Others note that the cost of vision systems pales in comparison to the potential costs of shipping defective products. “Security and traceability have become huge. If a product causes a problem, like contaminated consumables or a jet going down because of a faulty circuit board, the losses to the manufacturer can be huge,” says Kevin M. Malliet, vice president, sales & marketing, at integrator International Product Technology Inc., of New Berlin, Wis. “A vision system is like an insurance policy to help prevent that.”

Speedy cameras

 The cameras that determine the speed and performance of a system are evolving almost as rapidly as the electronic controls that make decisions based on camera input. Some of those cameras are combining both aspects, putting intelligence in the camera. Both conventional camera providers and systems companies such as National Instruments, an Austin, Texas, automation supplier, are offering these smart cameras.

These integrated systems often provide lower prices and simpler installation than conventional PC-based hardware. Installers don’t have to find space for controllers and their cables. Some integrators say that these integrated cameras offer better performance than many PC-based offerings. “Some high-speed jobs don’t afford the time to send data to the PC and back. If you’re checking something at 50 per second, you don’t have many milliseconds to react to each one. Without smart sensors, it’s not feasible,” Magnan says. With smart cameras, analysis and decisions can be made without the lag time of sending data to the PC and back.

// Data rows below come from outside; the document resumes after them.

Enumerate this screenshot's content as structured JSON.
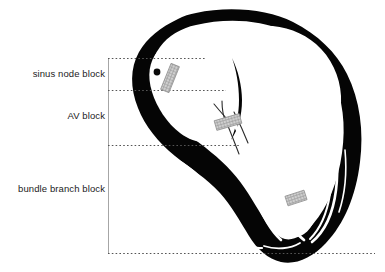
{
  "diagram": {
    "colors": {
      "myocardium": "#050505",
      "background": "#ffffff",
      "chamber": "#ffffff",
      "leader_line": "#4d4d4d",
      "bracket_line": "#9a9a9a",
      "block_marker_fill": "#c8c8c8",
      "block_marker_stroke": "#8a8a8a",
      "label_text": "#1b1b1b"
    },
    "labels": [
      {
        "id": "sinus-node-block",
        "text": "sinus node block",
        "leader_y": 58
      },
      {
        "id": "av-block",
        "text": "AV block",
        "leader_y": 90
      },
      {
        "id": "bundle-branch-block",
        "text": "bundle branch block",
        "leader_y": 145
      }
    ],
    "bracket": {
      "x": 108,
      "top": 58,
      "bottom": 253
    },
    "leader_lines": [
      {
        "name": "sinus-node-leader",
        "y": 58,
        "x1": 108,
        "x2": 206
      },
      {
        "name": "av-leader",
        "y": 90,
        "x1": 108,
        "x2": 226
      },
      {
        "name": "bundle-branch-leader",
        "y": 145,
        "x1": 108,
        "x2": 241
      },
      {
        "name": "base-leader",
        "y": 253,
        "x1": 108,
        "x2": 375
      }
    ],
    "markers": [
      {
        "name": "sinus-node-block-marker",
        "cx": 170,
        "cy": 78,
        "w": 9,
        "h": 28,
        "rotate": 22
      },
      {
        "name": "av-block-marker",
        "cx": 228,
        "cy": 122,
        "w": 10,
        "h": 26,
        "rotate": 74
      },
      {
        "name": "bundle-branch-block-marker",
        "cx": 296,
        "cy": 198,
        "w": 10,
        "h": 20,
        "rotate": 72
      }
    ],
    "sinus_node_dot": {
      "name": "sinus-node-dot",
      "cx": 157,
      "cy": 72,
      "r": 3.4
    }
  }
}
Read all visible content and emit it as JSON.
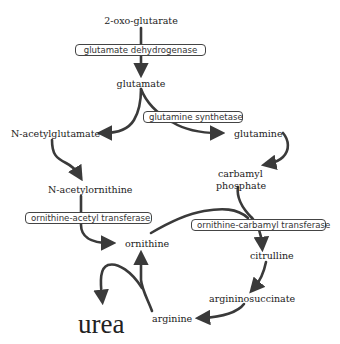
{
  "diagram": {
    "title": "",
    "metabolites": {
      "oxoglutarate": "2-oxo-glutarate",
      "glutamate": "glutamate",
      "n_acetylglutamate": "N-acetylglutamate",
      "glutamine": "glutamine",
      "carbamyl_phosphate_line1": "carbamyl",
      "carbamyl_phosphate_line2": "phosphate",
      "n_acetylornithine": "N-acetylornithine",
      "ornithine": "ornithine",
      "citrulline": "citrulline",
      "argininosuccinate": "argininosuccinate",
      "arginine": "arginine",
      "urea": "urea"
    },
    "enzymes": {
      "glutamate_dehydrogenase": "glutamate dehydrogenase",
      "glutamine_synthetase": "glutamine synthetase",
      "ornithine_acetyl_transferase": "ornithine-acetyl transferase",
      "ornithine_carbamyl_transferase": "ornithine-carbamyl transferase"
    },
    "edges": [
      {
        "from": "2-oxo-glutarate",
        "to": "glutamate",
        "enzyme": "glutamate dehydrogenase"
      },
      {
        "from": "glutamate",
        "to": "N-acetylglutamate"
      },
      {
        "from": "glutamate",
        "to": "glutamine",
        "enzyme": "glutamine synthetase"
      },
      {
        "from": "N-acetylglutamate",
        "to": "N-acetylornithine"
      },
      {
        "from": "glutamine",
        "to": "carbamyl phosphate"
      },
      {
        "from": "N-acetylornithine",
        "to": "ornithine",
        "enzyme": "ornithine-acetyl transferase"
      },
      {
        "from": "ornithine",
        "to": "citrulline",
        "enzyme": "ornithine-carbamyl transferase"
      },
      {
        "from": "carbamyl phosphate",
        "to": "citrulline",
        "enzyme": "ornithine-carbamyl transferase"
      },
      {
        "from": "citrulline",
        "to": "argininosuccinate"
      },
      {
        "from": "argininosuccinate",
        "to": "arginine"
      },
      {
        "from": "arginine",
        "to": "ornithine"
      },
      {
        "from": "arginine",
        "to": "urea"
      }
    ],
    "colors": {
      "line": "#3a3a3a",
      "text": "#222222",
      "background": "#ffffff"
    }
  }
}
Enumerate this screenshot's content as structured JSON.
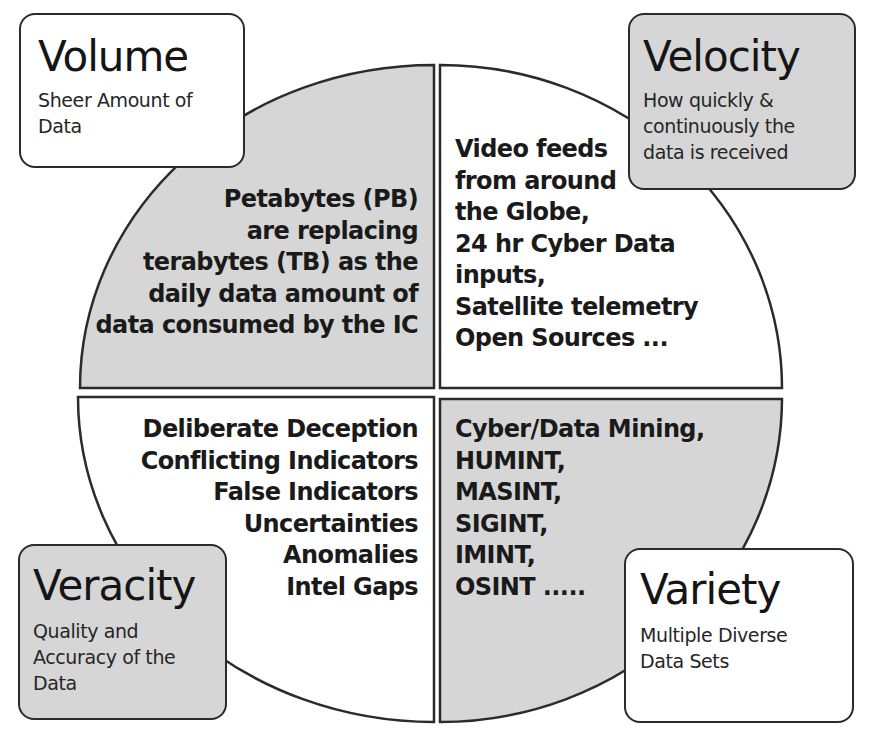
{
  "colors": {
    "gray_fill": "#d6d6d6",
    "white_fill": "#ffffff",
    "stroke": "#2b2b2b",
    "text": "#1a1a1a"
  },
  "quadrants": {
    "top_left": {
      "fill": "gray",
      "lines": [
        "Petabytes (PB)",
        "are replacing",
        "terabytes (TB) as the",
        "daily data amount of",
        "data consumed by the IC"
      ]
    },
    "top_right": {
      "fill": "white",
      "lines": [
        "Video feeds",
        "from around",
        "the Globe,",
        "24 hr Cyber Data",
        "inputs,",
        "Satellite telemetry",
        "Open Sources ..."
      ]
    },
    "bottom_left": {
      "fill": "white",
      "lines": [
        "Deliberate Deception",
        "Conflicting Indicators",
        "False Indicators",
        "Uncertainties",
        "Anomalies",
        "Intel Gaps"
      ]
    },
    "bottom_right": {
      "fill": "gray",
      "lines": [
        "Cyber/Data Mining,",
        "HUMINT,",
        "MASINT,",
        "SIGINT,",
        "IMINT,",
        "OSINT ....."
      ]
    }
  },
  "callouts": {
    "volume": {
      "title": "Volume",
      "subtitle_lines": [
        "Sheer Amount of",
        "Data"
      ],
      "fill": "white"
    },
    "velocity": {
      "title": "Velocity",
      "subtitle_lines": [
        "How quickly &",
        "continuously the",
        "data is received"
      ],
      "fill": "gray"
    },
    "veracity": {
      "title": "Veracity",
      "subtitle_lines": [
        "Quality and",
        "Accuracy of the",
        "Data"
      ],
      "fill": "gray"
    },
    "variety": {
      "title": "Variety",
      "subtitle_lines": [
        "Multiple Diverse",
        "Data Sets"
      ],
      "fill": "white"
    }
  }
}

However, he notes that there’s a limit to the capabilities of these space-constrained packages. They don’t have the memory or peripheral boards that let PC-based systems perform more complex analyses of the images. “Trying to run a complex algorithm on a smart sensor will slow it down,” Magnan says.

For more complex tasks that are often tied to higher speed manufacturing, most users will turn to conventional packages. “The industry has gone toward smart cameras, but they only offer so much processing power. We use PC-based systems that can run algorithms at blistering speed,” says Greg Raciti, engineering manager at Faber Associates, a Clifton, N.J., system integrator.

These powerful controllers can be linked to the latest generation of cameras, which run far faster than their predecessors.

“Dalsa’s newest cameras run at ungodly speeds, 160 frames per second. Our original systems ran at 30 frames per second, until recently they ran at 60 frames per second with 640 x 480 images,” Raciti says.